Jamie Dimon, the Chief Executive Officer of JPMorgan Chase (NYSE: JPM) was able to navigate his firm through the financial crisis relatively unscathed, and even picked up a few business opportunities in the process. While Dimon has been revered in Wall Street circles and commended for his vision and strategy at the New York based bank, he is equally known for his tenacity and outspokenness.
Although he displayed the resemblance of a happy patriot during the financial crisis and accepted government money (then promptly paid it back in full with interest), his tune seems to be changing. Dimon delivered a diatribe to the U.S. Chamber of Commerce conference in Washington, where he took on mortgage and derivative regulation, too big to fail, capital rules and foreign regulators. The key to his comments are this thoughts that regulations will hurt America. He cautioned that regulators have a lot of “misconceptions” about just about everything, a commonly held perception that may prove startlingly true in light of the immense failures regulators have displayed in recent years.
Dimon commented “This is still the best system in the world…Let’s not destroy that.” Part of financial regulatory reform will also include capital requirements, which Dimon warned would hurt U.S. banks if they are harsher than European rules. “How we count capital: Negative for America,” Dimon said. “If we have higher capital requirements than the rest of the world, now you are just putting the nail in the coffin.” He also sounded off on the increasing number of regulators, stating “We had too many regulators, too many gaps and too much overlap…we added more,” Dimon continued. “It’s even more complicated now.” Although Dimon is critical of many of the rules and plans, the lack of clarity on what will ultimately be is most bothersome. On this topic, he added “Get it done now. I think all this debate and anger and shrillness, that is damaging. If you think that is helping growth, it is not.”
The public outcry over the so called “Too Big To Fail” status of the nations banks is mostly misguided, and Dimon argued that regulators need to let banks fail.All those pundits saying the banks continue to benefit from an implicit backstop are wrong, he said in response to what one has to admit was a pretty gutsy audience question picking Dimon’s brain on his government guarantee.“We don’t have a government guarantee,” he said. “The big misconception is that banks are getting cheaper costs of funds. The average AA bank’s costs are higher than average AA corporate. That was true even right after they were said you’re too big to fail.”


## Work request
A faithful copy of every entry, with the pictures removed, is what is needed here.

-- Opening Marker --

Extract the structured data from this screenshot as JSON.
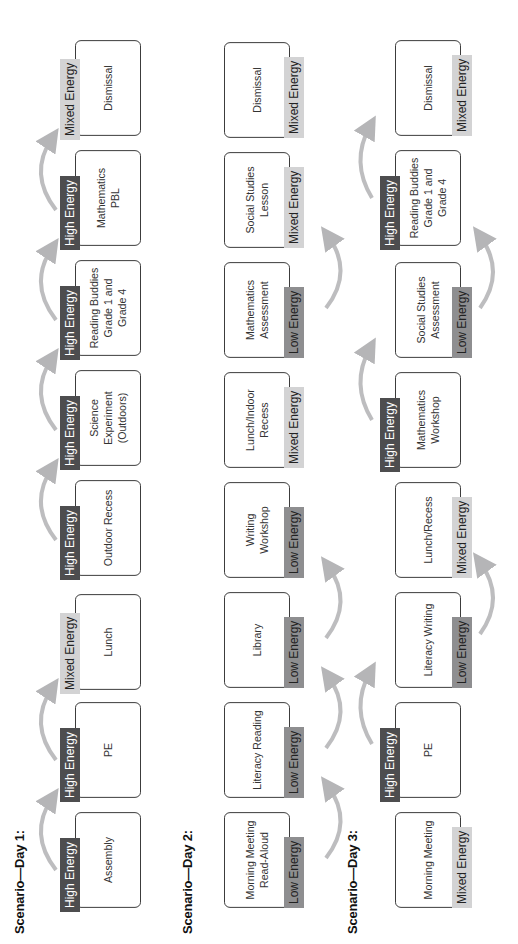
{
  "orientation": "rotated -90deg (text reads bottom-to-top)",
  "legend_colors": {
    "high": "#4d4d4f",
    "low": "#8e8e90",
    "mixed": "#d3d3d4"
  },
  "days": [
    {
      "title": "Scenario—Day 1:",
      "activities": [
        {
          "label": "Assembly",
          "energy": "High Energy"
        },
        {
          "label": "PE",
          "energy": "High Energy"
        },
        {
          "label": "Lunch",
          "energy": "Mixed Energy"
        },
        {
          "label": "Outdoor Recess",
          "energy": "High Energy"
        },
        {
          "label": "Science Experiment (Outdoors)",
          "energy": "High Energy"
        },
        {
          "label": "Reading Buddies Grade 1 and Grade 4",
          "energy": "High Energy"
        },
        {
          "label": "Mathematics PBL",
          "energy": "High Energy"
        },
        {
          "label": "Dismissal",
          "energy": "Mixed Energy"
        }
      ]
    },
    {
      "title": "Scenario—Day 2:",
      "activities": [
        {
          "label": "Morning Meeting Read-Aloud",
          "energy": "Low Energy"
        },
        {
          "label": "Literacy Reading",
          "energy": "Low Energy"
        },
        {
          "label": "Library",
          "energy": "Low Energy"
        },
        {
          "label": "Writing Workshop",
          "energy": "Low Energy"
        },
        {
          "label": "Lunch/Indoor Recess",
          "energy": "Mixed Energy"
        },
        {
          "label": "Mathematics Assessment",
          "energy": "Low Energy"
        },
        {
          "label": "Social Studies Lesson",
          "energy": "Mixed Energy"
        },
        {
          "label": "Dismissal",
          "energy": "Mixed Energy"
        }
      ]
    },
    {
      "title": "Scenario—Day 3:",
      "activities": [
        {
          "label": "Morning Meeting",
          "energy": "Mixed Energy"
        },
        {
          "label": "PE",
          "energy": "High Energy"
        },
        {
          "label": "Literacy Writing",
          "energy": "Low Energy"
        },
        {
          "label": "Lunch/Recess",
          "energy": "Mixed Energy"
        },
        {
          "label": "Mathematics Workshop",
          "energy": "High Energy"
        },
        {
          "label": "Social Studies Assessment",
          "energy": "Low Energy"
        },
        {
          "label": "Reading Buddies Grade 1 and Grade 4",
          "energy": "High Energy"
        },
        {
          "label": "Dismissal",
          "energy": "Mixed Energy"
        }
      ]
    }
  ]
}
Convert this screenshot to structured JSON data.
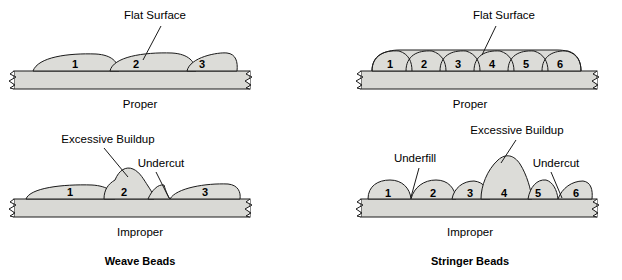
{
  "figure": {
    "cropped_header_text": "Details",
    "colors": {
      "bead_fill": "#dcdcd8",
      "plate_fill": "#d9d9d5",
      "outline": "#1a1a1a",
      "background": "#ffffff"
    }
  },
  "panels": [
    {
      "id": "weave-proper",
      "caption": "Proper",
      "bead_numbers": [
        "1",
        "2",
        "3"
      ],
      "annotations": [
        {
          "name": "flat-surface",
          "label": "Flat Surface"
        }
      ]
    },
    {
      "id": "weave-improper",
      "caption": "Improper",
      "bead_numbers": [
        "1",
        "2",
        "3"
      ],
      "annotations": [
        {
          "name": "excessive-buildup",
          "label": "Excessive Buildup"
        },
        {
          "name": "undercut",
          "label": "Undercut"
        }
      ]
    },
    {
      "id": "stringer-proper",
      "caption": "Proper",
      "bead_numbers": [
        "1",
        "2",
        "3",
        "4",
        "5",
        "6"
      ],
      "annotations": [
        {
          "name": "flat-surface",
          "label": "Flat Surface"
        }
      ]
    },
    {
      "id": "stringer-improper",
      "caption": "Improper",
      "bead_numbers": [
        "1",
        "2",
        "3",
        "4",
        "5",
        "6"
      ],
      "annotations": [
        {
          "name": "underfill",
          "label": "Underfill"
        },
        {
          "name": "excessive-buildup",
          "label": "Excessive Buildup"
        },
        {
          "name": "undercut",
          "label": "Undercut"
        }
      ]
    }
  ],
  "group_titles": {
    "left": "Weave Beads",
    "right": "Stringer Beads"
  }
}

-- Closing Marker --

## Output of the exercise
Extract the structured data from this screenshot as JSON.
{
  "orientation": "rotated -90deg (text reads bottom-to-top)",
  "legend_colors": {
    "high": "#4d4d4f",
    "low": "#8e8e90",
    "mixed": "#d3d3d4"
  },
  "days": [
    {
      "title": "Scenario—Day 1:",
      "activities": [
        {
          "label": "Assembly",
          "energy": "High Energy"
        },
        {
          "label": "PE",
          "energy": "High Energy"
        },
        {
          "label": "Lunch",
          "energy": "Mixed Energy"
        },
        {
          "label": "Outdoor Recess",
          "energy": "High Energy"
        },
        {
          "label": "Science Experiment (Outdoors)",
          "energy": "High Energy"
        },
        {
          "label": "Reading Buddies Grade 1 and Grade 4",
          "energy": "High Energy"
        },
        {
          "label": "Mathematics PBL",
          "energy": "High Energy"
        },
        {
          "label": "Dismissal",
          "energy": "Mixed Energy"
        }
      ]
    },
    {
      "title": "Scenario—Day 2:",
      "activities": [
        {
          "label": "Morning Meeting Read-Aloud",
          "energy": "Low Energy"
        },
        {
          "label": "Literacy Reading",
          "energy": "Low Energy"
        },
        {
          "label": "Library",
          "energy": "Low Energy"
        },
        {
          "label": "Writing Workshop",
          "energy": "Low Energy"
        },
        {
          "label": "Lunch/Indoor Recess",
          "energy": "Mixed Energy"
        },
        {
          "label": "Mathematics Assessment",
          "energy": "Low Energy"
        },
        {
          "label": "Social Studies Lesson",
          "energy": "Mixed Energy"
        },
        {
          "label": "Dismissal",
          "energy": "Mixed Energy"
        }
      ]
    },
    {
      "title": "Scenario—Day 3:",
      "activities": [
        {
          "label": "Morning Meeting",
          "energy": "Mixed Energy"
        },
        {
          "label": "PE",
          "energy": "High Energy"
        },
        {
          "label": "Literacy Writing",
          "energy": "Low Energy"
        },
        {
          "label": "Lunch/Recess",
          "energy": "Mixed Energy"
        },
        {
          "label": "Mathematics Workshop",
          "energy": "High Energy"
        },
        {
          "label": "Social Studies Assessment",
          "energy": "Low Energy"
        },
        {
          "label": "Reading Buddies Grade 1 and Grade 4",
          "energy": "High Energy"
        },
        {
          "label": "Dismissal",
          "energy": "Mixed Energy"
        }
      ]
    }
  ]
}
Convert this screenshot to structured JSON data.
{
  "figure": {
    "cropped_header_text": "Details",
    "colors": {
      "bead_fill": "#dcdcd8",
      "plate_fill": "#d9d9d5",
      "outline": "#1a1a1a",
      "background": "#ffffff"
    }
  },
  "panels": [
    {
      "id": "weave-proper",
      "caption": "Proper",
      "bead_numbers": [
        "1",
        "2",
        "3"
      ],
      "annotations": [
        {
          "name": "flat-surface",
          "label": "Flat Surface"
        }
      ]
    },
    {
      "id": "weave-improper",
      "caption": "Improper",
      "bead_numbers": [
        "1",
        "2",
        "3"
      ],
      "annotations": [
        {
          "name": "excessive-buildup",
          "label": "Excessive Buildup"
        },
        {
          "name": "undercut",
          "label": "Undercut"
        }
      ]
    },
    {
      "id": "stringer-proper",
      "caption": "Proper",
      "bead_numbers": [
        "1",
        "2",
        "3",
        "4",
        "5",
        "6"
      ],
      "annotations": [
        {
          "name": "flat-surface",
          "label": "Flat Surface"
        }
      ]
    },
    {
      "id": "stringer-improper",
      "caption": "Improper",
      "bead_numbers": [
        "1",
        "2",
        "3",
        "4",
        "5",
        "6"
      ],
      "annotations": [
        {
          "name": "underfill",
          "label": "Underfill"
        },
        {
          "name": "excessive-buildup",
          "label": "Excessive Buildup"
        },
        {
          "name": "undercut",
          "label": "Undercut"
        }
      ]
    }
  ],
  "group_titles": {
    "left": "Weave Beads",
    "right": "Stringer Beads"
  }
}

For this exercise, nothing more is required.